Bias Correction

ClimateTools provides several bias-correction methods aimed at different goals. Some methods mainly correct distributions, while others target time-scale variability or upper-tail behavior.

Before choosing a method, make sure that:

  • the observational reference and the model simulation cover a comparable calibration period
  • the datasets have compatible units
  • the grids are compatible, or have already been regridded to a common target

Which Method Should You Use?

Use this quick guide:

  • qqmap: default day-of-year quantile mapping for many temperature and precipitation workflows
  • qqmap_bulk: bulk quantile mapping without day-of-year grouping
  • biascorrect_extremes: upper-tail-aware correction when extremes matter
  • tvc: correction of temporal covariance across time scales while preserving event order

Quantile Mapping with qqmap

qqmap performs day-of-year-based quantile mapping.

qq = qqmap(obs, ref, fut;
    method="additive",
    detrend=true,
    window=15,
    rankn=50,
    qmin=0.01,
    qmax=0.99)

Typical choices:

  • method="additive" for temperature-like variables
  • method="multiplicative" for precipitation-like variables

Important parameters:

  • window: day-of-year neighborhood used for seasonal grouping
  • rankn: number of quantiles used in the mapping
  • detrend: whether to remove and reapply a polynomial trend during correction

Use qqmap when seasonal behavior matters and you want the correction to vary through the annual cycle.

Bulk Quantile Mapping with qqmap_bulk

qq_bulk = qqmap_bulk(obs, ref, fut; method="multiplicative")

This method uses the full sample rather than a moving day-of-year window. It is simpler, but it does not adapt the correction seasonally.

Extreme-Value Tail Correction with biascorrect_extremes

Use biascorrect_extremes when the upper tail needs special treatment beyond standard quantile mapping.

dext = biascorrect_extremes(obs, ref, fut;
    detrend=false,
    P=0.95,
    runlength=2,
    frac=0.25,
    power=1.0)

The function combines multiplicative quantile mapping with an explicit generalized Pareto distribution correction of extreme values.

The function also accepts optional external extreme-value parameters with columns lat, lon, mu, sigma, and xi:

using DataFrames

gevparams = DataFrame(
    lat=[45.0, 46.0],
    lon=[-73.0, -72.0],
    mu=[20.0, 21.5],
    sigma=[4.0, 4.5],
    xi=[0.10, 0.08],
)

dext = biascorrect_extremes(obs, ref, fut; gevparams=gevparams)

This method is most appropriate when impact-relevant extremes are central to the study.

Time Variability Correction with tvc

tvc applies the Time Variability Correction method of Shao et al. (2024), DOI 10.1029/2023MS003640.

The method is designed to correct covariance across and between multiple time scales while preserving the event sequence of the validation series.

corrected = tvc(obs, raw_train, raw_val;
    scales=[365, 183, 92, 46, 23, 12, 6, 3, 2],
    eig_floor=1e-8,
    keep_original=false)

For repeated applications to multiple validation series, fit once and reuse the fitted model:

model = fit_tvc(obs_series, raw_train_series; scales=[365, 183, 92, 46, 23, 12, 6, 3, 2])
corrected_series = apply_tvc(model, raw_val_series)

tvc returns a series on the validation time axis. The leading warm-up segment, of length sum(scales) - length(scales), is filled with NaN because the multiscale rolling decomposition needs prior samples before the corrected series is well-defined.

Practical Workflow

For scenario construction, the usual order is:

  1. subset the calibration period
  2. regrid observations and simulations to a common grid
  3. choose a correction method
  4. validate the corrected output before computing derived indicators

See Building Climate Scenarios for the full workflow.

Validation Checklist

After correction, compare the corrected data against the observational reference over the calibration period.

Useful checks include:

  • changes in mean and standard deviation
  • annual maxima and minima
  • wet-day fractions or dry-spell lengths
  • map patterns at representative dates
  • time-series slices at representative grid points

See Validation and Diagnostics for more detailed guidance.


Aim of the exercise
Setting aside any pictures, reproduce the data exactly.

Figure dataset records
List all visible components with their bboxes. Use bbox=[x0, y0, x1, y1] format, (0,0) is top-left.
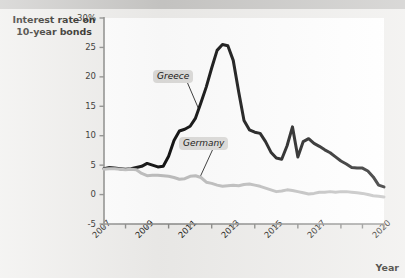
series-line-germany bbox=[104, 169, 384, 197]
series-label-germany: Germany bbox=[179, 137, 229, 151]
figure-container: Interest rate on 10-year bonds Year -505… bbox=[0, 0, 405, 278]
series-label-greece: Greece bbox=[153, 70, 193, 84]
series-layer bbox=[104, 44, 384, 196]
callout-line-greece bbox=[187, 82, 199, 109]
tick-marks bbox=[100, 18, 385, 229]
series-line-greece bbox=[104, 44, 384, 186]
callout-leader-lines bbox=[187, 82, 213, 178]
callout-line-germany bbox=[200, 149, 213, 178]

Response
List all visible components with their bboxes. Use bbox=[x0, y0, x1, y1] format, (0,0) is top-left.
series-line-germany bbox=[104, 169, 384, 197]
series-label-germany: Germany bbox=[179, 137, 229, 151]
figure-container: Interest rate on 10-year bonds Year -505… bbox=[0, 0, 405, 278]
series-label-greece: Greece bbox=[153, 70, 193, 84]
series-layer bbox=[104, 44, 384, 196]
callout-line-greece bbox=[187, 82, 199, 109]
tick-marks bbox=[100, 18, 385, 229]
series-line-greece bbox=[104, 44, 384, 186]
callout-leader-lines bbox=[187, 82, 213, 178]
callout-line-germany bbox=[200, 149, 213, 178]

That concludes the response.